Most people look for βcheapβ stocks, but 100-baggers are usually built from a combination of:
- an exceptional business
- exceptional management
- a very long time horizon
- and a market that still does not fully understand the company in the early stages.
Many historical 100-baggers initially:
- had high P/E ratios
- looked βexpensiveβ
- or were not even profitable yet.
But they possessed something that simple screeners cannot detect.
π Founder Obsession
When the founder is not just chasing money, but is:
- mission-driven
- product-driven
- irrationally persistent.
Examples include:
- Jeff Bezos
- Jensen Huang
- Elon Musk
These people:
- ignore short-term Wall Street pressure
- reinvest aggressively
- think on a decade scale.
β€οΈ Cult Products
Products that users genuinely love, not just βuse.β
Examples:
- Apple
- Tesla
- Lululemon
Signs include:
- organic word-of-mouth
- strong communities
- fan-like behavior
- pricing power.
π Network Effects
One of the strongest moats in the world.
Every new user makes the product more valuable for everyone else.
Examples:
- Meta Platforms
- Visa
- Microsoft (Windows ecosystem)
Once a network effect forms:
- the market often becomes winner-take-most.
π Distribution Advantage
Very often, the best product does not win; the best distribution wins.
Examples include:
- app ecosystems
- enterprise sales forces
- logistics networks
- channel dominance.
Examples:
- Amazon
- Costco
- NVIDIA (CUDA ecosystem)
β¨ Category Creation
Some companies do not enter existing markets; they create entirely new ones.
Examples:
- Salesforce β SaaS CRM
- Netflix β streaming
- Uber β ridesharing
If the category becomes large enough:
- the leader can grow explosively.
π€οΈ Long Runway
This is the most important part of compounding.
If a company only grows for 2β3 years, it will not become a 100-bagger.
It needs:
- a 10β20 year runway.
That is why these matter so much:
- large TAM (Total Addressable Market)
- secular trends
- global expansion opportunities.
πΌ Capital Allocation Skill
Some CEOs destroy profits. Others multiply them.
Look for:
- intelligent buybacks
- strong acquisitions
- reinvestment at high ROE
- low dilution.
Legendary examples:
- Warren Buffett
- Mark Leonard from Constellation Software
π Additional Investigation Criteria
When running a screener, it is essential to dig deeper manually into these aspects:
- Twin Engines: Look for businesses that can grow earnings and experience multiple expansion simultaneously.
- Margin Expansion Potential: Does the company have a path to significant margin improvement as it scales (operating leverage)?
- ROE Trends: Focus on the trajectory of Return on Equity. Is it accelerating?
- Insider Buying/Selling: Are executives buying shares in the open market? Continuous selling can be a red flag.
- Moat Durability: Can the company sustain its competitive advantage for 10-20 years against new entrants and technological disruption?
And an interesting point:
Many 100-baggers initially had:
- ugly charts
- extreme volatility
- 50β70% drawdowns
- heavy criticism.
Holding them was often harder than finding them.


#### Description of the task:
Could you say how many lines in the records include "marker"? Please give the number by itself.

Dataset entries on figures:
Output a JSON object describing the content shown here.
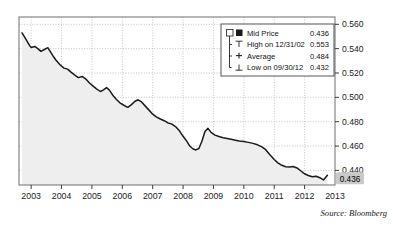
{
  "chart_data": {
    "type": "line",
    "title": "",
    "subtitle": "",
    "xlabel": "",
    "ylabel": "",
    "xlim": [
      2002.6,
      2013.0
    ],
    "ylim": [
      0.428,
      0.566
    ],
    "grid": true,
    "legend_position": "top-right",
    "x_ticks": [
      "2003",
      "2004",
      "2005",
      "2006",
      "2007",
      "2008",
      "2009",
      "2010",
      "2011",
      "2012",
      "2013"
    ],
    "y_ticks": [
      "0.560",
      "0.540",
      "0.520",
      "0.500",
      "0.480",
      "0.460",
      "0.440"
    ],
    "y_tick_values": [
      0.56,
      0.54,
      0.52,
      0.5,
      0.48,
      0.46,
      0.44
    ],
    "series": [
      {
        "name": "Mid Price",
        "color": "#1a1a1a",
        "fill_color": "#eeeeee",
        "x": [
          2002.7,
          2002.82,
          2002.95,
          2003.0,
          2003.12,
          2003.22,
          2003.32,
          2003.45,
          2003.55,
          2003.62,
          2003.72,
          2003.82,
          2003.95,
          2004.08,
          2004.2,
          2004.32,
          2004.45,
          2004.55,
          2004.68,
          2004.8,
          2004.92,
          2005.05,
          2005.15,
          2005.28,
          2005.38,
          2005.48,
          2005.58,
          2005.68,
          2005.8,
          2005.92,
          2006.05,
          2006.18,
          2006.3,
          2006.42,
          2006.52,
          2006.62,
          2006.75,
          2006.88,
          2007.0,
          2007.12,
          2007.25,
          2007.38,
          2007.5,
          2007.62,
          2007.75,
          2007.88,
          2008.0,
          2008.12,
          2008.22,
          2008.32,
          2008.42,
          2008.52,
          2008.62,
          2008.72,
          2008.82,
          2008.92,
          2009.05,
          2009.18,
          2009.32,
          2009.45,
          2009.58,
          2009.72,
          2009.85,
          2010.0,
          2010.15,
          2010.3,
          2010.45,
          2010.58,
          2010.72,
          2010.85,
          2011.0,
          2011.12,
          2011.25,
          2011.38,
          2011.5,
          2011.62,
          2011.75,
          2011.88,
          2012.0,
          2012.12,
          2012.25,
          2012.38,
          2012.5,
          2012.62,
          2012.75
        ],
        "y": [
          0.553,
          0.548,
          0.5425,
          0.541,
          0.5418,
          0.54,
          0.5378,
          0.5395,
          0.5408,
          0.538,
          0.534,
          0.5305,
          0.5268,
          0.524,
          0.5232,
          0.5205,
          0.518,
          0.5162,
          0.5172,
          0.515,
          0.5118,
          0.509,
          0.507,
          0.5048,
          0.5062,
          0.508,
          0.5058,
          0.502,
          0.4985,
          0.4955,
          0.4935,
          0.4918,
          0.494,
          0.4968,
          0.498,
          0.4965,
          0.493,
          0.4895,
          0.4862,
          0.484,
          0.4822,
          0.4808,
          0.479,
          0.4782,
          0.476,
          0.4725,
          0.468,
          0.464,
          0.46,
          0.4578,
          0.4568,
          0.458,
          0.464,
          0.472,
          0.4745,
          0.4712,
          0.469,
          0.4678,
          0.4668,
          0.4662,
          0.4655,
          0.4648,
          0.4642,
          0.4638,
          0.463,
          0.4622,
          0.461,
          0.4595,
          0.457,
          0.453,
          0.449,
          0.4462,
          0.4442,
          0.443,
          0.4428,
          0.4432,
          0.442,
          0.4395,
          0.4372,
          0.4358,
          0.4348,
          0.4352,
          0.434,
          0.4322,
          0.436
        ]
      }
    ],
    "annotations": {
      "last_value_badge": "0.436",
      "average_line": 0.484,
      "high_value": 0.553,
      "low_value": 0.432
    }
  },
  "legend": {
    "rows": [
      {
        "marker": "checkbox-filled-square",
        "label": "Mid Price",
        "value": "0.436"
      },
      {
        "marker": "high-tee",
        "label": "High on 12/31/02",
        "value": "0.553"
      },
      {
        "marker": "average-plus",
        "label": "Average",
        "value": "0.484"
      },
      {
        "marker": "low-tee",
        "label": "Low on 09/30/12",
        "value": "0.432"
      }
    ]
  },
  "footer": {
    "source": "Source: Bloomberg"
  },
  "colors": {
    "line": "#1a1a1a",
    "area_fill": "#ededed",
    "grid": "#b8b8b8",
    "frame": "#6e6e6e",
    "badge_bg": "#c9c9c9",
    "legend_border": "#555555",
    "background": "#ffffff"
  }
}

#### Exercise answer:
4